Except, in the final second, Gawain scrambles to his feet, apologises profusely, and races back home to Camelot. We then watch a montage of Gawain being attended to, in bed with his sex worker lover, becoming a knight, becoming a king, watching his son die, all before his castle is sieged, death imminent. As the doors are pounded, about to break, Gawain realises what he’s been clinging to this entire time; the sash, hidden under his robes, maybe even under his skin. He pulls it out; his head, pre-sliced, falls off his shoulders and rolls to the floor. Suddenly we are back in the green chapel. Gawain has seen all we have. He takes off the protective sash, says he’s ready. “Well done, my brave knight.”

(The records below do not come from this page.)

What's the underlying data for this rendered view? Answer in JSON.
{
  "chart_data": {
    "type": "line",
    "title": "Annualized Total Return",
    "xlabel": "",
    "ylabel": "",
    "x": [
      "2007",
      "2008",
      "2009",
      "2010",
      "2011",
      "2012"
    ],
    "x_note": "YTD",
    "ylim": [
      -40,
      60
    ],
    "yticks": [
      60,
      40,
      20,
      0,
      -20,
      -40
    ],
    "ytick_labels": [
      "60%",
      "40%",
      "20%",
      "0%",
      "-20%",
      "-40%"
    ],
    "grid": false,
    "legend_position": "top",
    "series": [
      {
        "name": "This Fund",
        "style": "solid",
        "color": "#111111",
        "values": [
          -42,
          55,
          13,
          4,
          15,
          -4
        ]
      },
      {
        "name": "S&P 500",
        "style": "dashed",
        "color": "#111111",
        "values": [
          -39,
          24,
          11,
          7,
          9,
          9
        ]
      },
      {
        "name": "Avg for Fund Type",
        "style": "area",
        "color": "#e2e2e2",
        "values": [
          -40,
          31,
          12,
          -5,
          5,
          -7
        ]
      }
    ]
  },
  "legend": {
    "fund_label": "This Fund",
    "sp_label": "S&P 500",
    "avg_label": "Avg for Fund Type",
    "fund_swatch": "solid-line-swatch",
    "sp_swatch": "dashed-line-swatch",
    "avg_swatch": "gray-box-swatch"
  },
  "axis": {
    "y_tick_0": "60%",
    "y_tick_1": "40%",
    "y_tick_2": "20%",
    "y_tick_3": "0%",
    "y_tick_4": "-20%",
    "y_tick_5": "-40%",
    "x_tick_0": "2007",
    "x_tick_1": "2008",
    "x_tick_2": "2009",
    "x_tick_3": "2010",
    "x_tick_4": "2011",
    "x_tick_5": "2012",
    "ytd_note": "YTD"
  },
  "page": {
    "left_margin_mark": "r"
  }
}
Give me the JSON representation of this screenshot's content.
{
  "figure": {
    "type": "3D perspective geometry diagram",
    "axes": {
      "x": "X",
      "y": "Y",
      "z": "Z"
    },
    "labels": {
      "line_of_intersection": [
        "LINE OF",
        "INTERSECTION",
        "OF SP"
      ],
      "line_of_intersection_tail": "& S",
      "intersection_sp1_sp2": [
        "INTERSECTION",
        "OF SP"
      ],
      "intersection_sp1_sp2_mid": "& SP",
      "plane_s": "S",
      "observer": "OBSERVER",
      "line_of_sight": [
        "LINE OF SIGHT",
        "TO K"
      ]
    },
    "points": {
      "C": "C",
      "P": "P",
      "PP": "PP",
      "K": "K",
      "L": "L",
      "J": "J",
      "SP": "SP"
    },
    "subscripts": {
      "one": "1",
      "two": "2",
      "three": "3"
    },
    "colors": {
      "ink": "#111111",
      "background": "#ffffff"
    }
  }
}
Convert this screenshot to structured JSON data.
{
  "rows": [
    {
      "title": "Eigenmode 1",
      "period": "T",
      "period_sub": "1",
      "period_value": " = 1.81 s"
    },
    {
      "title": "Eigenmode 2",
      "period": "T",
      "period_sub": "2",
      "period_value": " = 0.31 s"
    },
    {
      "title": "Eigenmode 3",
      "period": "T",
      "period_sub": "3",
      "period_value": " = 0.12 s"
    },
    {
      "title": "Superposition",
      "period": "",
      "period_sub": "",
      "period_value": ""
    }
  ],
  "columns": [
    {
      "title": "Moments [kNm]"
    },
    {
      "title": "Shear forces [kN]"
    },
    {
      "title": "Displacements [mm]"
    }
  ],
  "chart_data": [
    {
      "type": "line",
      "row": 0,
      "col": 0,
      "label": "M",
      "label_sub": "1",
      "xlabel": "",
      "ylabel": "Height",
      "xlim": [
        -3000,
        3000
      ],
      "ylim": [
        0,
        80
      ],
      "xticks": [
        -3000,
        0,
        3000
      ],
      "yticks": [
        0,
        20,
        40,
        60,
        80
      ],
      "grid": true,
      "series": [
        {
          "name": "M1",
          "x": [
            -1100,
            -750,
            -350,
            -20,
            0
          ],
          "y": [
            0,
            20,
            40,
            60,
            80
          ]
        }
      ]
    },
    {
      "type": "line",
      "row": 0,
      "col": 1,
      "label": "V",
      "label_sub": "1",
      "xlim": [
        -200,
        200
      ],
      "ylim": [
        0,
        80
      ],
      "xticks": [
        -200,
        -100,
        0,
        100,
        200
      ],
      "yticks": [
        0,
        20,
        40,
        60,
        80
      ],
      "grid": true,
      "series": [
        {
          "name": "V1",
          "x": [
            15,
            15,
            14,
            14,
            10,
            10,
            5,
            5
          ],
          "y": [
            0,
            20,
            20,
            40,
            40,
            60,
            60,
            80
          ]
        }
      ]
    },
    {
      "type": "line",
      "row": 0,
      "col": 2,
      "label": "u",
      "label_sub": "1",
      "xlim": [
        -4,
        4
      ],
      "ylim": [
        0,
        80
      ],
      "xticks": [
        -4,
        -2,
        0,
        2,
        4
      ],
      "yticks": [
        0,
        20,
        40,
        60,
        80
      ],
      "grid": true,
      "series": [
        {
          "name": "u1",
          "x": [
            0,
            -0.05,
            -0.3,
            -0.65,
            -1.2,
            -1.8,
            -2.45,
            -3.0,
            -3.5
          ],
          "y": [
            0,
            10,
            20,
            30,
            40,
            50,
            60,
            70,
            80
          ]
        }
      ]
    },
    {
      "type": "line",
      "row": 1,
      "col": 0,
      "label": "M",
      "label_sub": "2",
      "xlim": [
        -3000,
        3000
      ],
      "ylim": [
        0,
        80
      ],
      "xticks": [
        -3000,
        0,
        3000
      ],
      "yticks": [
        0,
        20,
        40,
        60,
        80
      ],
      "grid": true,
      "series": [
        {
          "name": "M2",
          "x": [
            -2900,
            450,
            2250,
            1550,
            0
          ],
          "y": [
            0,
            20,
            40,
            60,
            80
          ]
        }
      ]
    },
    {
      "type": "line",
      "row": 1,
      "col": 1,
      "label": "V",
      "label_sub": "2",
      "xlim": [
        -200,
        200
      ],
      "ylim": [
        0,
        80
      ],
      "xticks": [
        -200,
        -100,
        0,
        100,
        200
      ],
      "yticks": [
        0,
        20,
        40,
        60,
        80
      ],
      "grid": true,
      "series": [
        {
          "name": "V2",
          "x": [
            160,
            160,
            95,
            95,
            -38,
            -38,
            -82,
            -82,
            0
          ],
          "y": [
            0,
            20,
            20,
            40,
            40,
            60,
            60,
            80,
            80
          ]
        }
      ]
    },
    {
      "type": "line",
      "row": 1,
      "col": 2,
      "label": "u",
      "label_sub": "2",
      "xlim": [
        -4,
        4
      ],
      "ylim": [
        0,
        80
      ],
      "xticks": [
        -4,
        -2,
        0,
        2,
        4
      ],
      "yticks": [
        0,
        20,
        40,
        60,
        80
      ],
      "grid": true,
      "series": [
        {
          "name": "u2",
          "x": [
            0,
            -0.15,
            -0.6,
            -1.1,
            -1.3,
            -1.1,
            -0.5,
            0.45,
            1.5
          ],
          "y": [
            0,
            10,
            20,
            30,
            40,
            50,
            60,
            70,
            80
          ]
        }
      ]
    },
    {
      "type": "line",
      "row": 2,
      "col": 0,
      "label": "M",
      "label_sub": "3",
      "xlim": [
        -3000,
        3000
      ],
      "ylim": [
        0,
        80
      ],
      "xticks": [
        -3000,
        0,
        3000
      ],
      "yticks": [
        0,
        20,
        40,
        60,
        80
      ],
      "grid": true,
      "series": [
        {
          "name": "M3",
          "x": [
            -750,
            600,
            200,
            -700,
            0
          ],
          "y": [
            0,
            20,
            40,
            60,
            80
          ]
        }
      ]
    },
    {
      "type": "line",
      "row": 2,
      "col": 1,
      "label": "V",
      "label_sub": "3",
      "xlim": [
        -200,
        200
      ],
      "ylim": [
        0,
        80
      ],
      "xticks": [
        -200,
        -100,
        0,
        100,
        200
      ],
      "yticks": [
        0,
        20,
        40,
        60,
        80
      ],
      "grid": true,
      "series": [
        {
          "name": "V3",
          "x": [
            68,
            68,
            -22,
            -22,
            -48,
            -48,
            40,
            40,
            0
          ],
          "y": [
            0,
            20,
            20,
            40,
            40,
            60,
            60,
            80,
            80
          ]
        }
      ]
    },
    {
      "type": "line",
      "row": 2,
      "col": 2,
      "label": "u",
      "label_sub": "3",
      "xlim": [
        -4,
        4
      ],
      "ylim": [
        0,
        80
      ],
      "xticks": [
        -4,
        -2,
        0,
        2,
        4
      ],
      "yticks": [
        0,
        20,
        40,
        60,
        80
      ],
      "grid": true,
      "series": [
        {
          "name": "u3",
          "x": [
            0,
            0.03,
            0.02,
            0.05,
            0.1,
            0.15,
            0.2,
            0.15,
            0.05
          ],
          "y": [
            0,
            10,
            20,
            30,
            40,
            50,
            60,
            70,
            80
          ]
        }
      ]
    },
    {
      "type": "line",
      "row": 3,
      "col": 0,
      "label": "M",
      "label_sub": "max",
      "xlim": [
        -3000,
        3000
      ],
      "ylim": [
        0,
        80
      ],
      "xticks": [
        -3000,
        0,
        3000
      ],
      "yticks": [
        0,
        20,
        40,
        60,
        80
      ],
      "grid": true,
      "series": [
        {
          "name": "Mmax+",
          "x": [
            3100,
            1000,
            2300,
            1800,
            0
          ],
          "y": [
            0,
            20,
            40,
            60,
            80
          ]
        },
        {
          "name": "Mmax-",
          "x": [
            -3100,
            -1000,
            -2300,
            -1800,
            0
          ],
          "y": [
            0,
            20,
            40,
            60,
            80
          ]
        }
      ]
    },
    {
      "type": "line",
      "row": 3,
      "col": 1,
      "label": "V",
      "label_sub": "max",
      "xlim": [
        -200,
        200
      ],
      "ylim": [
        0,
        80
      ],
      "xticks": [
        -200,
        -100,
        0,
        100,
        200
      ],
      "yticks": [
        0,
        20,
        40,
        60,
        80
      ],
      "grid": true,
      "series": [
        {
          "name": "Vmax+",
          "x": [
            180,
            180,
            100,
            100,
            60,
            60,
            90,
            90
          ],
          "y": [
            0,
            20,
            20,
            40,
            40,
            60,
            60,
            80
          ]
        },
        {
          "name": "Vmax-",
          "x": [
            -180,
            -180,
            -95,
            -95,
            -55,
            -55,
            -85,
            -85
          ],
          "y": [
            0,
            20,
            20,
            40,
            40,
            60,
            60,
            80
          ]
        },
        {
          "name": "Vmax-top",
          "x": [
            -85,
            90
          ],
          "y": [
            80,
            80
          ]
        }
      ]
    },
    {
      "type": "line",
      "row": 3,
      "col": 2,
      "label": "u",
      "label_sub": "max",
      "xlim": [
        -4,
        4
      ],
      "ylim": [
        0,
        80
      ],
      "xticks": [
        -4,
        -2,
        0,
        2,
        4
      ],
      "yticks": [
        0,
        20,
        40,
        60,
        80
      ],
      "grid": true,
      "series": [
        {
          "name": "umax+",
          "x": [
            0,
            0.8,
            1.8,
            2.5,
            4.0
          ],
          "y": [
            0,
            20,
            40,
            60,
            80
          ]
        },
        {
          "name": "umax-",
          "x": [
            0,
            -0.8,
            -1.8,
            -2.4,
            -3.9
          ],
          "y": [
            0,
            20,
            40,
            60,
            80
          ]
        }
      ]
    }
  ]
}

Gawain’s penultimate death is a spiritual one, a ruinous draining of all that makes life commendable. Through the vision, he learns that prospering as a knight does not necessarily denote a life well lived. In this projection of an imagined future, Gawain does not act with honour. He takes a baby from its mother’s arms, he sends his son to his death in battle, he loses the faith of his subjects. His sunken eyes and grave expressions tell us he has died long before his head fell off his shoulders.
Throughout the film, Gawain has been fighting the fear that his death will define his life. He thinks he will be protected by his knight’s code, despite his fears he can’t bear its impressive mantle. But by having gone through death and lived a final time, Gawain learns that, regardless of his life’s purpose, he has the ability to be torn apart and become whole again. It is not as a knight, as a Christian, or even as a lustful youth that Gawain faces his death. It is simply faced by himself: alone and without meaning. Death does not respect us for being able to confront it. But Gawain can respect himself for doing so.
Being a knight does not automatically prepare you for the world, but lessons can be taken from antiquated systems to make us better people. We just don’t need to punish ourselves for not meeting their standards or contributing to their proliferation. Lowery’s take on the chivalric romance offers something more compelling than admiration for a story; it’s an understanding of its mechanics and effects on the psyche. Calling Gawain a knight before his final, actual death is another part of the Green Knight’s cruel game, as it’s said in the moment Gawain has accepted that he’ll never live as one. As he’s found out, being a knight does not prepare you for death. His three prior deaths, regular and merciless, are each a thundering attempt to crack through Gawain’s ideological fear to show him the truth of life and the meaning of death. Do you get it? they each ask of him. It’s only at the very last moment that he does. You can have all the external validation you desire and still be a coward, and if cowardice is left unchallenged, if it’s clung to and made a creed, it will rot you to the core. There are better ways to live, Gawain’s many deaths tell him. And there are finer ways to die.